Minneapolis-based Spring Point Project is a non-profit organization that raises "biosecure" pigs under ultra-clean conditions. By 2010, a clinical trial conducted the University's Diabetes Institute for Immunology and Transplantation will take islet cells from the pigs and transplant them to human beings.
The hope is that the cells will begin producing insulin, essentially curing type 1 people with diabetes by restoring their bodies' ability to produce the hormone.
Until then, Spring Point Project must spend $50 per day to shelter each pig - a cost of $36,500 per pig over the next two years. That's why the organization is asking for donations under its Sponsor a Pig Program. Donors can arrange to give at levels ranging from $50 (supports a pig for one day) to $18,000 (supports a pig for one year).
Dr. Henk-Jan Schuurman, Spring Point Project's CEO, explains, "The animals must be housed in a highly specialized environment maintained by professionals who are trained in animal health care.

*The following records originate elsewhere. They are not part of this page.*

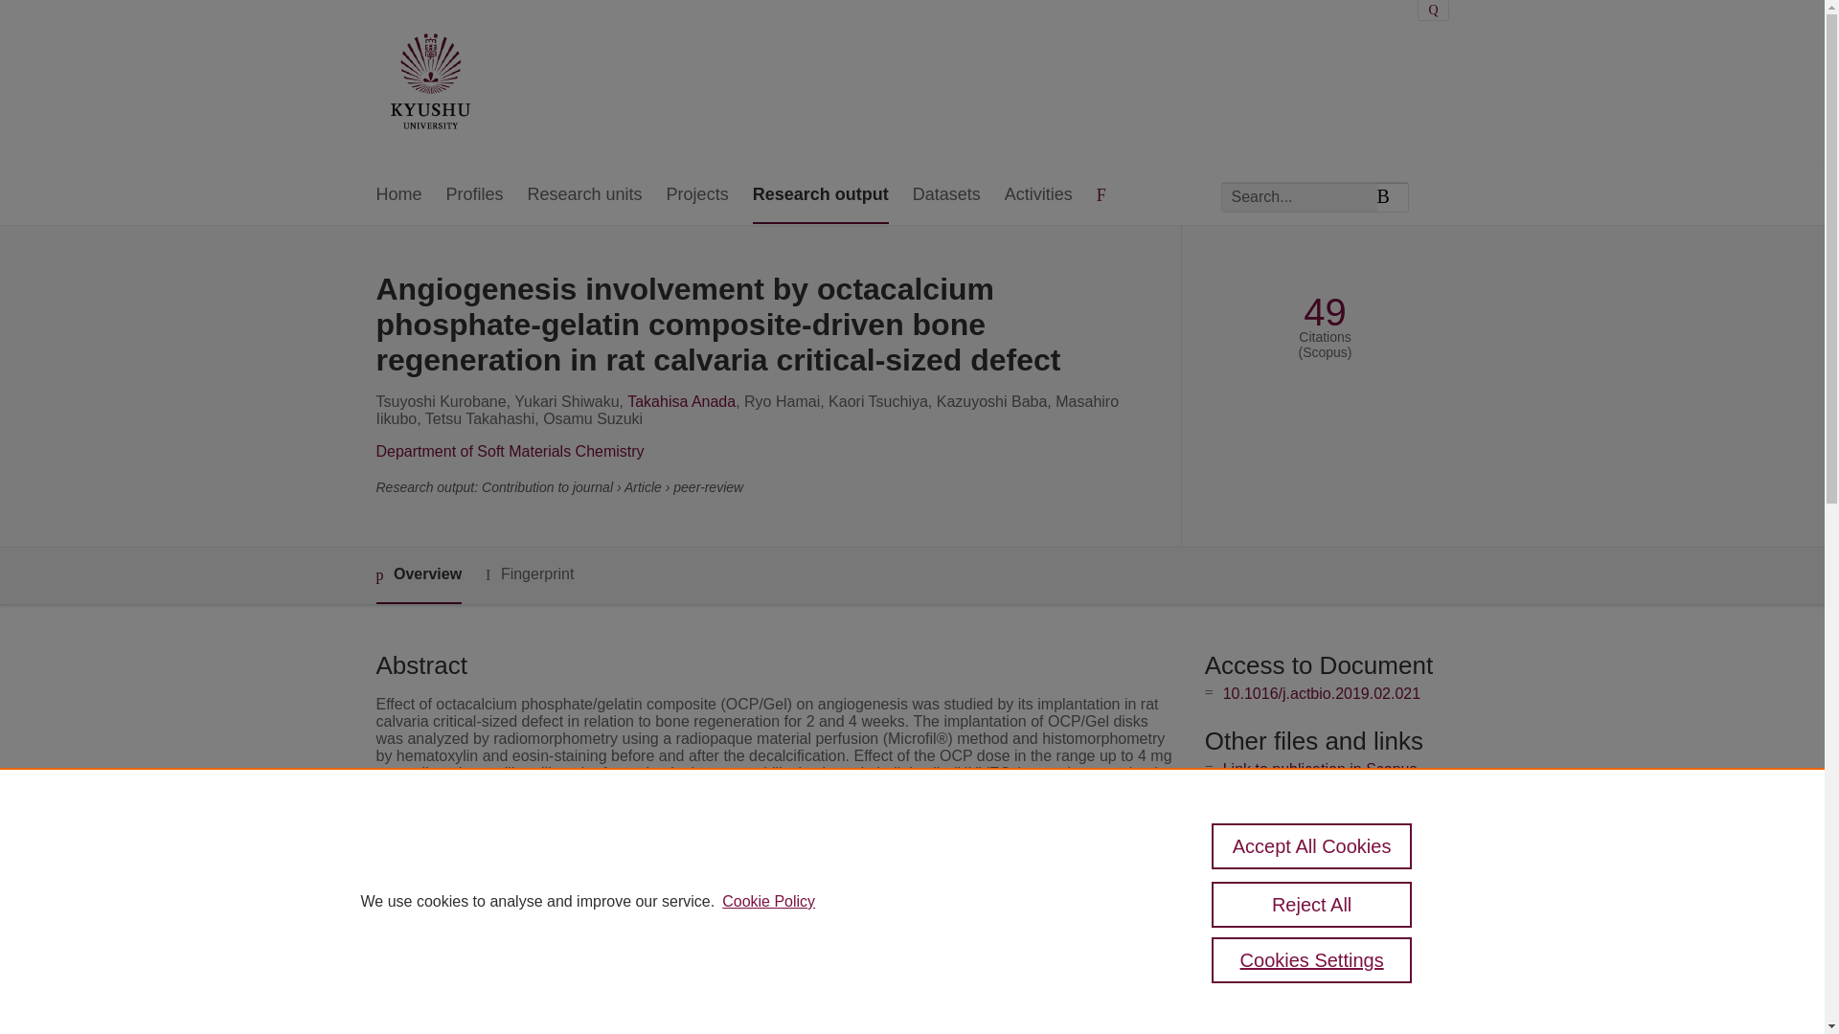 This screenshot has width=1839, height=1034. What do you see at coordinates (1324, 801) in the screenshot?
I see `Link to the citations in Scopus` at bounding box center [1324, 801].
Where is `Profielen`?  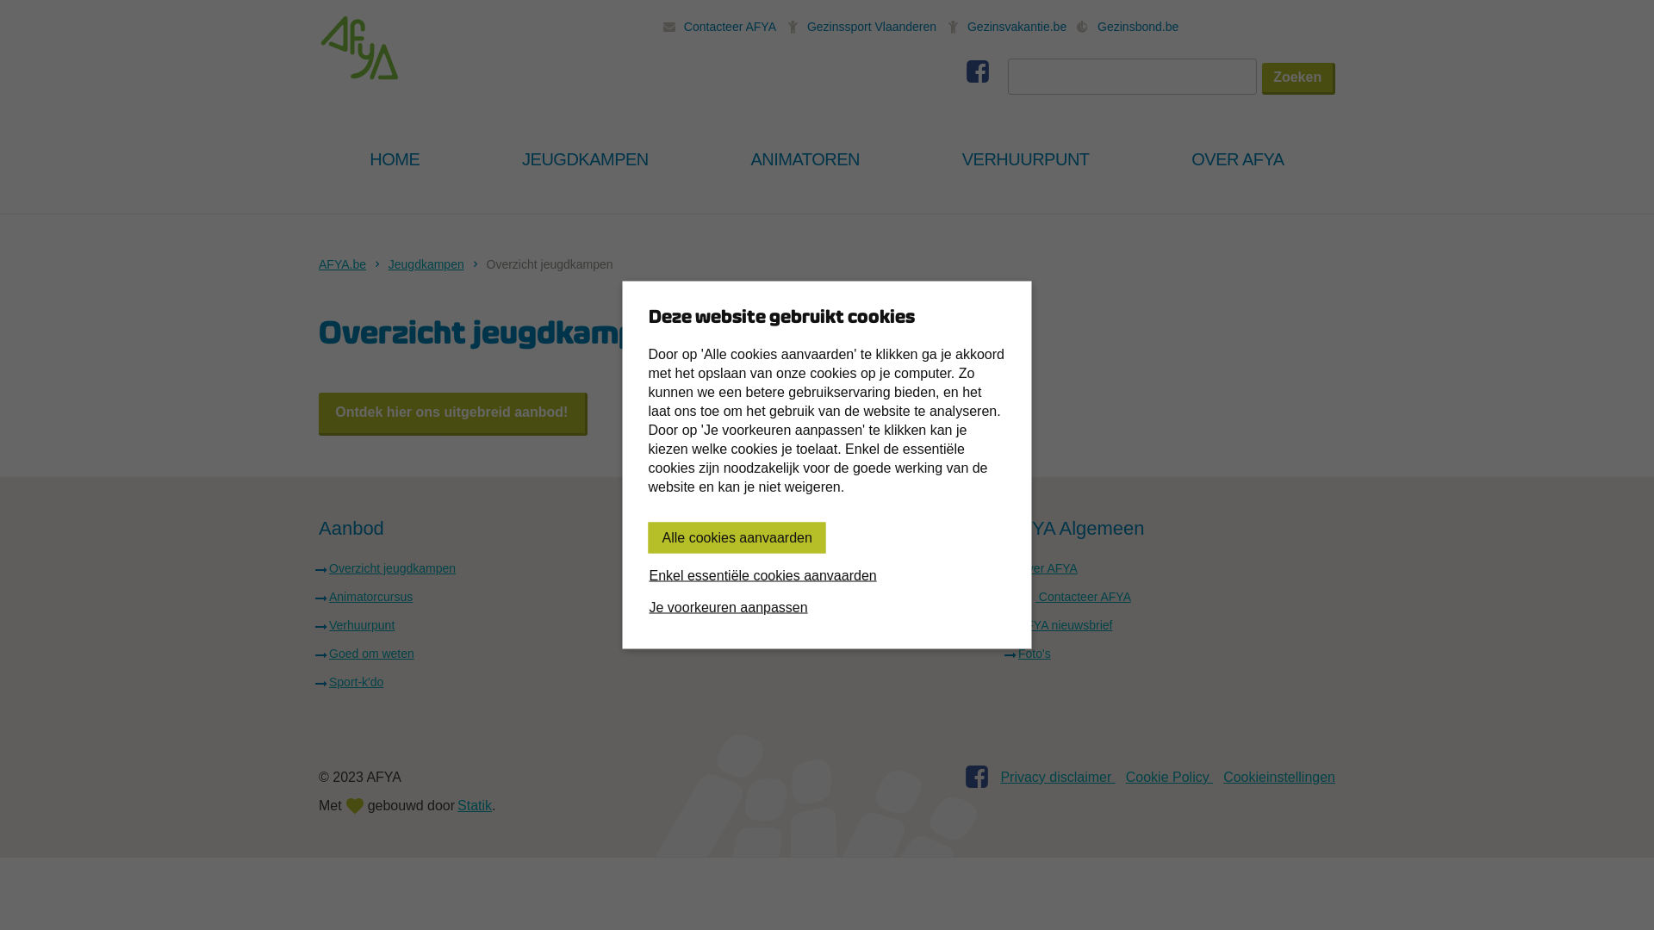 Profielen is located at coordinates (698, 597).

The pigs eat special food, drink purified water and breathe filtered air."
The organization's decision to raise "medical-grade" pigs came in the wake of a discovery by Dr. Bernhard Hering, scientific director of the Diabetes Institute for Immunology & Transplantation at the University of Minnesota, who documented a medical breakthrough in the journal Nature Medicine in March 2006.
Dr. Hering's key finding was that the transplantation of islet cells, harvested from the pancreas of a pig, yields a long-term cure for diabetes in monkeys. The next step was to see if the same effect could take place in human subjects.
For more information on Spring Point Project, go to its website, www.springpointproject.org. For information on sponsoring a pig, see www.springpointproject.org/images/spt0026-PledgeForm.pdf.
Categories: Diabetes, Diabetes, Food, Insulin, Islet & Pancreas Transplant, Support Groups, Type 1 Issues
Diabetes Health is the essential resource for people living with diabetes- both newly diagnosed and experienced as well as the professionals who care for them. We provide balanced expert news and information on living healthfully with diabetes. Each issue includes cutting-edge editorial coverage of new products, research, treatment options, and meaningful lifestyle issues.